Sun., May 19th, 2019
This morning we decide to make a real Scottish breakfast–minus the haggis and black sausage–and we sit around with cups of coffee enjoying our good cooking and scanning the sky for weather signs. It’s a cloudy grey but it looks like it will be just fine for our afternoon cruise up the western coast of Mainland on the Hamnavoe ferry. This is Nature Week and we’re already ticketholders for this trip.
At noon we head to the pier and are soon in line to join all our fellow travelers. We’ve never been on this ferry; it is more elegant than I expected, with lounges and bars and dining facilities. Exhibits have been set up by various nature groups and there are speakers discussing various aspects of island life. I listen to one from a birding society–she talks about the precipitous decline in the seabird populations–kittiwakes, skuas, fulmars, razorbills, guillemots and puffins–all of them have lost between 60 and 80 percent of their number. Climate change, of course, is the principal cause–from the bottom of the food chain (cold water plankton replaced by inappropriate warm water plankton) to the loss of other food sources which either no longer exist or appear too early in the season to be available when needed. We watch the birds dip and then soar above the water. It makes me sad. Everywhere as Neil Young sang “nature is on the run” and that was in the 1970s.
We pass Yesnaby and see the sea stacks, sail past the Bay of Skaill–Scara Brae just out of sight–around Marwick Head and the monument to Kitchener, then recognize the lighthouse on the Brough of Birsay. The boat about-faces at Eynhallow and we can glimpse Rousay not far off. I pay more attention to the shoreline on the way back trying to picture some of our drives along this coast. Without a decent camera I feel stymied but take many shots anyway–they are all terrible, unsurprisingly! As we head back into Hoy Sound however it is a perfect time to photograph Stromness for sketching later. We’ve never had the chance before to see the town from the water.
Back on land we buy Orkney ice creams, then head back to the cottage where we watch Four Weddings and a Funeral–still funny.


- **Work order**
Each line from the one holding "Search the screen" to the last line below must be restated word for word, and no picture may be included.

Excerpts from a dataset
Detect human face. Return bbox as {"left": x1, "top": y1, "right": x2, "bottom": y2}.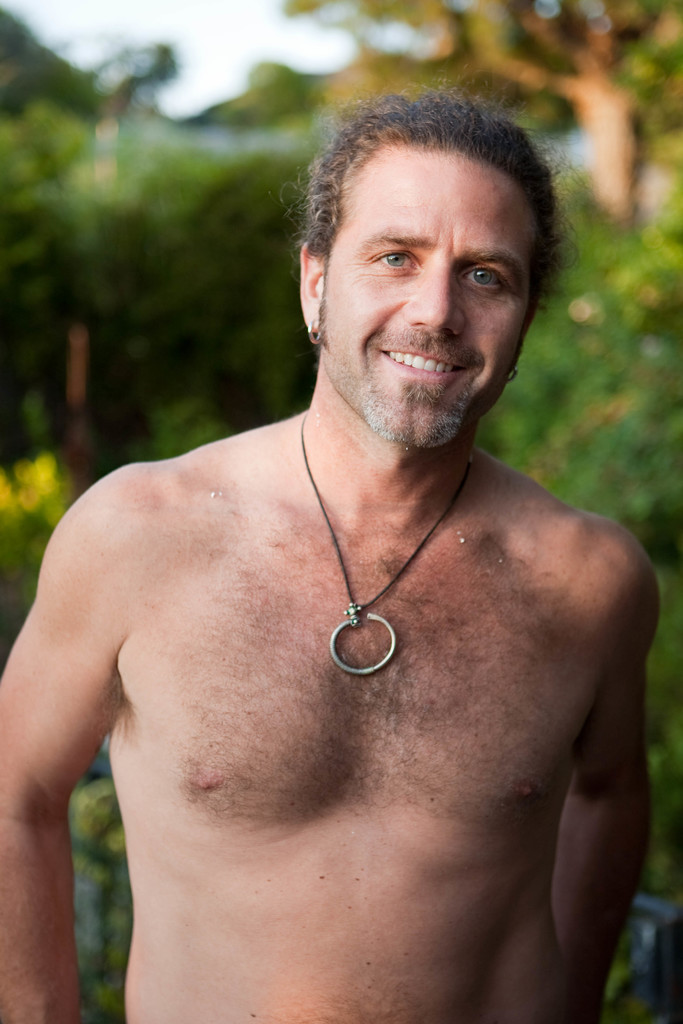
{"left": 322, "top": 152, "right": 536, "bottom": 452}.
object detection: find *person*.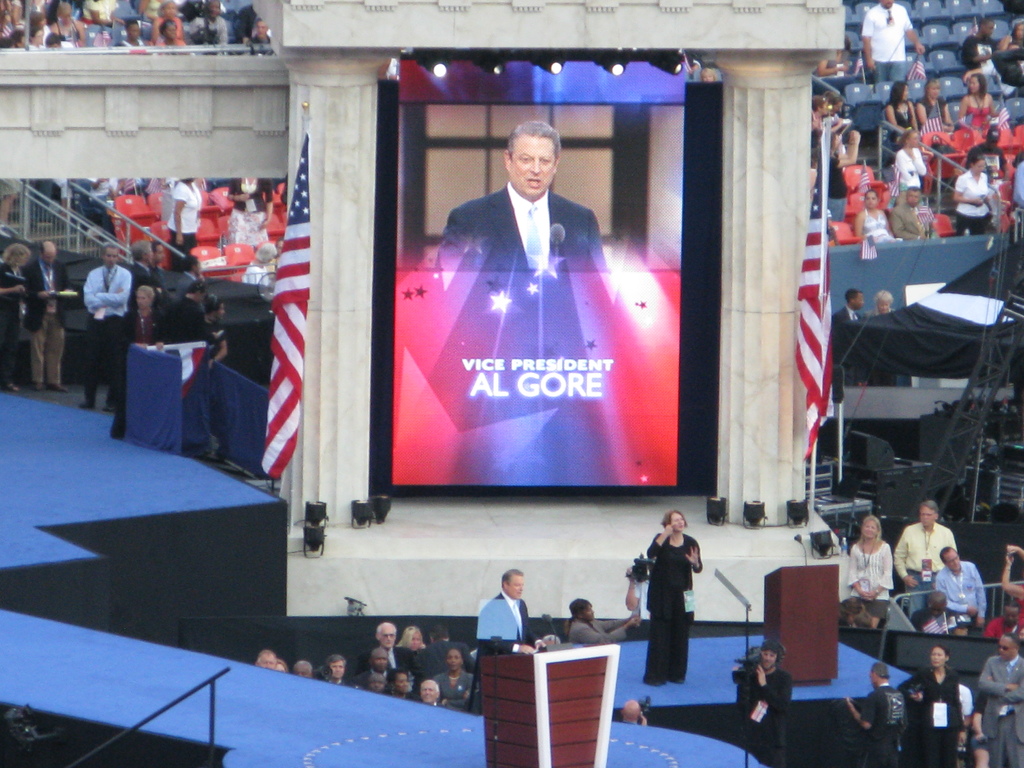
region(437, 120, 607, 271).
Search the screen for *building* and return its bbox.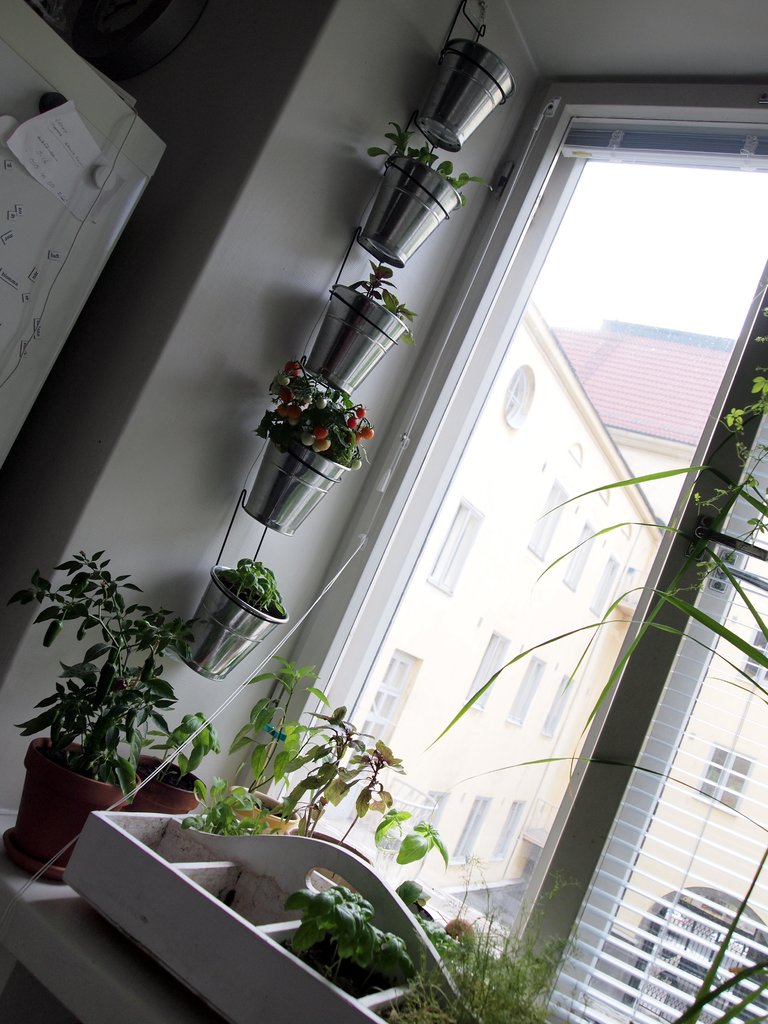
Found: (x1=0, y1=0, x2=767, y2=1023).
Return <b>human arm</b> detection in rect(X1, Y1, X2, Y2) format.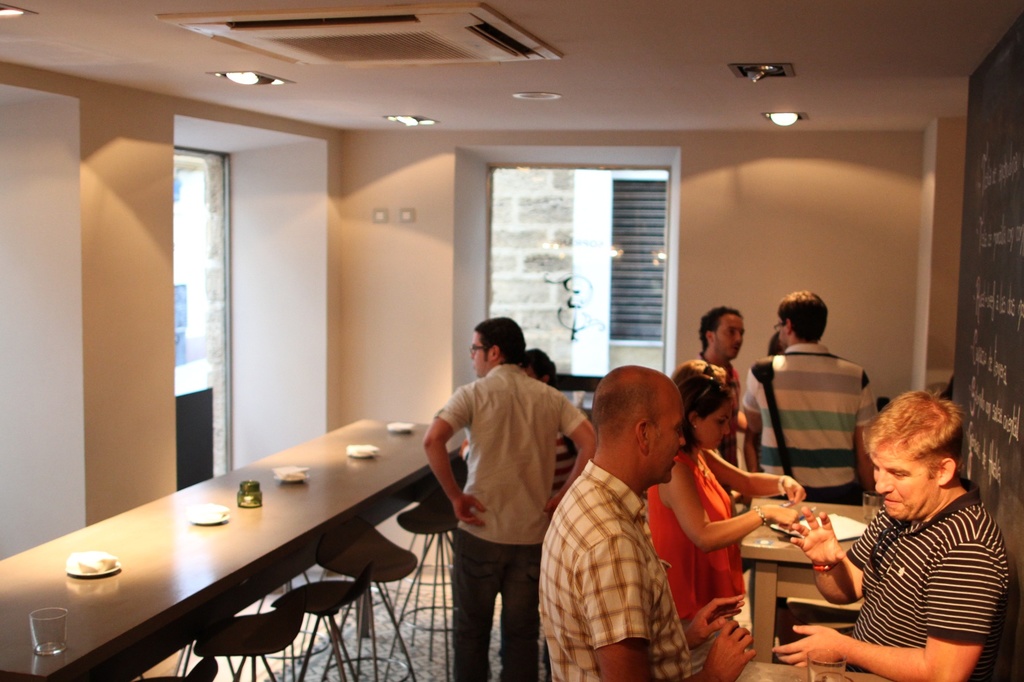
rect(543, 396, 598, 519).
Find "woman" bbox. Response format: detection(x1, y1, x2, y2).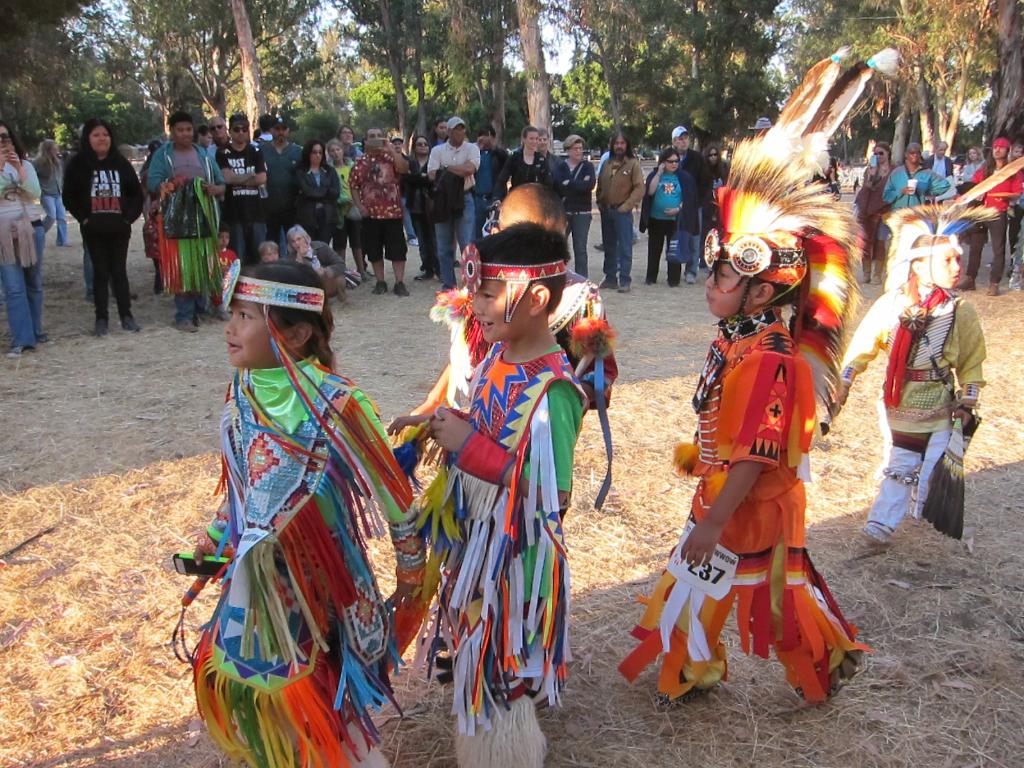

- **Result**
Search the screen for *building* and return its bbox.
Found: (x1=0, y1=0, x2=767, y2=1023).
Return <b>human arm</b> detection in rect(X1, Y1, X2, Y2) format.
rect(543, 396, 598, 519).
Find "woman" bbox. Response format: detection(x1, y1, x2, y2).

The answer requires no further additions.